Balancing liberty, security

? Historians at the Sorbonne once fiercely disputed which of the French Revolution’s twists and turns represented the core moment of that upheaval and its voluminous aftermath. The storming of the Bastille, the Reign of Terror, Bonaparte’s coup d’etat and other moments each had their champions.

The obvious answer emerged as a consensus view only in recent years: The revolution had to be taken en bloc. It had to be viewed as a panoramic whole to understand its meaning and decisive influence on modern France.

That is ultimately how Americans will come to view the roller coaster ride on which history embarked them on Sept. 11, 2001. Do we glimpse what American national character has become in those appalling photographs from Abu Ghraib prison, as al-Jazeera’s propagandists claim?

Or in the secret government memos that would whittle away at the definition of torture? Or, more comfortably, in the cogent and principled Supreme Court decisions that slapped down John Ashcroft’s effort to deny detainees the right to counsel and a judicial hearing?

The 9-11 attacks may have changed everything but the Constitution, the court’s majority seemed to be saying on June 28 in ruling that even Yaser Isam Hamdi, a U.S. citizen captured on a battlefield in Afghanistan, must have his day in court. So must the approximately 600 terrorism suspects held at Guantanamo naval base.

These developments provide only pieces of the still unsettled whole. National character — the ingrained habits, shared sense of common destiny and implicit agreement on the rules of what Justice Sandra Day O’Connor, writing the Hamdi opinion, wonderfully called “the privilege that is American citizenship” — is forged or altered in the crucible of emergency. But it settles only when the emergency is perceived to have eased enough to permit reflections on what we will now accept as “normal.”

The lengthening period since 9-11 has created a sense of virtual emergency. President Bush mobilized the armed forces to fight the war on terrorism.

But he has not mobilized society onto a similar war footing at home. He has not conscripted soldiers or factories and other national economic resources as most wartime presidents have. He leaves the impression the nation does not need to devote all its resources to confronting an immediate specific threat of destruction, whatever his rhetoric.

The Supreme Court’s decisions hint at this reality: The danger that al-Qaida and terrorism seemed to pose to Americans looks differently today than it did in the autumn of 2001, as the administration staged dragnet roundups of thousands of young Muslim immigrants and fought against establishing any recognizable judicial routine for the Guantanamo detainees.

The court halted an effort to evade the obvious: What is judicially reasonable in one circumstance may not be in another, especially as time goes by. The government does have a “legitimate concern” in detaining enemy fighters for the duration of a conflict. But what happens to those fighters once they are incarcerated away from the battlefield cannot be exclusively decided by the president and his aides. That would unacceptably “condense power into a single branch of government,” the majority held.

This movement toward a virtual normalcy to replace a mental state of emergency is at the mercy of any al-Qaida suicide squad. But for the moment, a new, still shifting balance is being struck between America’s commitment to individual liberties and its modern security needs. The Supreme Court pointed the way by demanding that judges hear the terrorism cases — but also grant the government significant procedural leeway in dealing with terrorism suspects. Two important recent books on ethics and the use of force also illustrate how that balance is being rethought.

“Even in times of real danger, political authorities have to prove the case that abridgements of rights are justified,” writes Michael Ignatieff in “The Lesser Evil,” anticipating the Bush administration’s fundamental mistake of maintaining obsessive secrecy about its actions and policies on detainees, the effort to redefine torture and so much more.

Only adversarial public re-view within a democracy’s legislative and judicial institutions can prevent the abuse and en-trenchment of executive powers that Harvard’s Ignatieff acknowledges are justified in a state of emergency. Even then, “getting risk and response into balance is easy only in hindsight.”

“Arguing about War” by Michael Walzer of Princeton is more theoretical. But its discussion of the evolving standards for humanitarian intervention in sovereign states, and of the morality of extended military occupation, is also a good guide through the political and moral thickets of the American summer of 2004.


Scan the entries below. Report each line where the string "edge" occurs.
== == ==
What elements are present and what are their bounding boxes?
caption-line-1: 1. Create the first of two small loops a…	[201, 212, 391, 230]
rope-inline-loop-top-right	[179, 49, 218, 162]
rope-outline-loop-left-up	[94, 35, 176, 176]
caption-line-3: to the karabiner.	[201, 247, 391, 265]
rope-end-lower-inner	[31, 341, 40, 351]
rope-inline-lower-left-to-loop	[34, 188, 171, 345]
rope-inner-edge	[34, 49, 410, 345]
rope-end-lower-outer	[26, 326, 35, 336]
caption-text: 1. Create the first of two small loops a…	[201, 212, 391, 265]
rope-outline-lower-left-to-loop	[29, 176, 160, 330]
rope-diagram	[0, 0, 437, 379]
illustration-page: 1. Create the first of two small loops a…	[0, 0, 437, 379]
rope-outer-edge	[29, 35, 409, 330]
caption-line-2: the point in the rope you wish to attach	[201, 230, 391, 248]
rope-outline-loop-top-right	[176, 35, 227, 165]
== == ==
Task output ->
rope-inner-edge	[34, 49, 410, 345]
rope-outer-edge	[29, 35, 409, 330]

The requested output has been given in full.